The Government has produced many ridiculous policies over the past ten years, from tax credits to the Millennium Dome, but none are as bafflingly pointless as John Prescott’s Pathfinder scheme.
In 2003, the then-Deputy Prime Minister’s plan to rejuvenate collapsing property markets in many northern cities – including Liverpool, Manchester and Hull – and build sustainable communities was announced to much fanfare.
The plan was to “bring back to life those areas where there is low demand for housing and where, in the worst cases, homes have been abandoned”, said Prescott. And the way to create this nirvana? Bulldoze 90,000 ‘slum’ houses.
The idea of knocking down houses to compensate for a lack of demand at a time when the rest of the UK was undergoing a property boom (which all the pundits liked to put down to a shortage of affordable properties) didn’t make much sense, even at the time. And now, four years later, it’s been revealed as the most ill-thought-out policy the Labour government has ever introduced.
Many people have been evicted from their homes with no thought of where they should go, thousands of structurally sound buildings have been demolished and many more derelict estates created as a result of demolitions and renovations being held up in the planning stages. “Given its performance to date, it is hard to think of another programme that was trumpeted with as much fanfare, but which has hit so many wrong notes,” says Edward Leigh, chairman of the Public Accounts Committee.
The first problem with the plan rapidly became apparent. Why spend hundreds of thousands of pounds and many years demolishing rows of terraced houses that could be renovated for half the cost and in a fraction of the time?
In 2005, the Tonight With Trevor McDonald show highlighted this flaw by sending two experts to renovate a terraced house in Toxteth, Liverpool. In two weeks the pair spent £24,000 on turning the house into a desirable two-bedroom home valued at £65,000. That’s only £6,000 more than the £18,000 cost of demolishing the building and considerably less than the cost of building a new one on the site. Best of all, the house was affordable – the homes that were planned to replace that terrace were expected to sell for around £140,000. With so many first-time buyers being priced out of the market and the Government pushing various shared-ownership schemes to help, where was the sense in a plan purposely to inflate property prices?
The second signs of trouble appeared when the Government began trying to issue compulsory purchase orders. What John Prescott and his team may have regarded as slums, many people called home; they didn’t want to leave. Especially as there was a sizeable gap – around £35,000 – between the £28,000 they were to be given for their home and the price of a typical new house in the area. On top of this, property investors swooped in and bought streets of abandoned houses in order to make a profit from the compulsory purchase orders. These factors ended up “putting the overall bill up by £50m over five years”, reports the National Audit Office.
The final evidence of the stupidity of the scheme was released last week when the National Audit Office published a report saying that it was “not possible to identify a causal link” between the Pathfinder programme and changes in the local property markets. Prices have gone up, but that’s been the case across the entire country. So the £2.2bn project has achieved no visible results. And yet the Government has just assigned a further £1bn to the Pathfinder scheme.
In any case, it’s almost impossible to work out exactly what the Government was hoping to achieve anyway. The idea that improving houses in isolation and driving up the prices can somehow regenerate areas bereft of jobs and decent infrastructure is hopelessly naive. Even estate agents know that the key to finding a decent home is ‘location, location, location’.
So we are left with a baffling policy that has led to 10,200 houses being demolished, 1,000 built and 37,000 fell derelict awaiting the bulldozer. And for what? Because the Government was horrified that houses were selling for “as little as £5,000”.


### [Task brief]
The entries are to be given back verbatim; no picture is to be copied.

Extracted records
= = = = =

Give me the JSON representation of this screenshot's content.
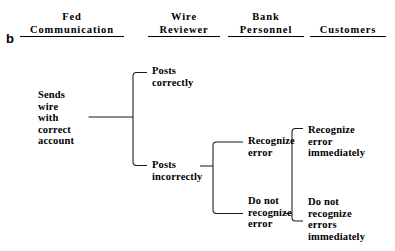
{
  "figure": {
    "panel_label": "b",
    "type": "decision-tree",
    "orientation": "left-to-right",
    "background_color": "#ffffff",
    "line_color": "#1a1a1a",
    "text_color": "#000000"
  },
  "columns": [
    {
      "id": "fed",
      "line1": "Fed",
      "line2": "Communication"
    },
    {
      "id": "wire",
      "line1": "Wire",
      "line2": "Reviewer"
    },
    {
      "id": "bank",
      "line1": "Bank",
      "line2": "Personnel"
    },
    {
      "id": "customers",
      "line1": "",
      "line2": "Customers"
    }
  ],
  "nodes": {
    "sends_wire": {
      "id": "sends-wire-with-correct-account",
      "column": "fed",
      "lines": [
        "Sends",
        "wire",
        "with",
        "correct",
        "account"
      ]
    },
    "posts_correctly": {
      "id": "posts-correctly",
      "column": "wire",
      "lines": [
        "Posts",
        "correctly"
      ]
    },
    "posts_incorrectly": {
      "id": "posts-incorrectly",
      "column": "wire",
      "lines": [
        "Posts",
        "incorrectly"
      ]
    },
    "recognize_error": {
      "id": "recognize-error",
      "column": "bank",
      "lines": [
        "Recognize",
        "error"
      ]
    },
    "do_not_recognize_error": {
      "id": "do-not-recognize-error",
      "column": "bank",
      "lines": [
        "Do not",
        "recognize",
        "error"
      ]
    },
    "recognize_error_immediately": {
      "id": "recognize-error-immediately",
      "column": "customers",
      "lines": [
        "Recognize",
        "error",
        "immediately"
      ]
    },
    "do_not_recognize_errors_immediately": {
      "id": "do-not-recognize-errors-immediately",
      "column": "customers",
      "lines": [
        "Do not",
        "recognize",
        "errors",
        "immediately"
      ]
    }
  },
  "edges": [
    {
      "from": "sends_wire",
      "to": "posts_correctly"
    },
    {
      "from": "sends_wire",
      "to": "posts_incorrectly"
    },
    {
      "from": "posts_incorrectly",
      "to": "recognize_error"
    },
    {
      "from": "posts_incorrectly",
      "to": "do_not_recognize_error"
    },
    {
      "from": "do_not_recognize_error",
      "to": "recognize_error_immediately"
    },
    {
      "from": "do_not_recognize_error",
      "to": "do_not_recognize_errors_immediately"
    }
  ]
}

= = = = =

### [Result of this task]
Give me the JSON representation of this screenshot's content.
{
  "figure": {
    "panel_label": "b",
    "type": "decision-tree",
    "orientation": "left-to-right",
    "background_color": "#ffffff",
    "line_color": "#1a1a1a",
    "text_color": "#000000"
  },
  "columns": [
    {
      "id": "fed",
      "line1": "Fed",
      "line2": "Communication"
    },
    {
      "id": "wire",
      "line1": "Wire",
      "line2": "Reviewer"
    },
    {
      "id": "bank",
      "line1": "Bank",
      "line2": "Personnel"
    },
    {
      "id": "customers",
      "line1": "",
      "line2": "Customers"
    }
  ],
  "nodes": {
    "sends_wire": {
      "id": "sends-wire-with-correct-account",
      "column": "fed",
      "lines": [
        "Sends",
        "wire",
        "with",
        "correct",
        "account"
      ]
    },
    "posts_correctly": {
      "id": "posts-correctly",
      "column": "wire",
      "lines": [
        "Posts",
        "correctly"
      ]
    },
    "posts_incorrectly": {
      "id": "posts-incorrectly",
      "column": "wire",
      "lines": [
        "Posts",
        "incorrectly"
      ]
    },
    "recognize_error": {
      "id": "recognize-error",
      "column": "bank",
      "lines": [
        "Recognize",
        "error"
      ]
    },
    "do_not_recognize_error": {
      "id": "do-not-recognize-error",
      "column": "bank",
      "lines": [
        "Do not",
        "recognize",
        "error"
      ]
    },
    "recognize_error_immediately": {
      "id": "recognize-error-immediately",
      "column": "customers",
      "lines": [
        "Recognize",
        "error",
        "immediately"
      ]
    },
    "do_not_recognize_errors_immediately": {
      "id": "do-not-recognize-errors-immediately",
      "column": "customers",
      "lines": [
        "Do not",
        "recognize",
        "errors",
        "immediately"
      ]
    }
  },
  "edges": [
    {
      "from": "sends_wire",
      "to": "posts_correctly"
    },
    {
      "from": "sends_wire",
      "to": "posts_incorrectly"
    },
    {
      "from": "posts_incorrectly",
      "to": "recognize_error"
    },
    {
      "from": "posts_incorrectly",
      "to": "do_not_recognize_error"
    },
    {
      "from": "do_not_recognize_error",
      "to": "recognize_error_immediately"
    },
    {
      "from": "do_not_recognize_error",
      "to": "do_not_recognize_errors_immediately"
    }
  ]
}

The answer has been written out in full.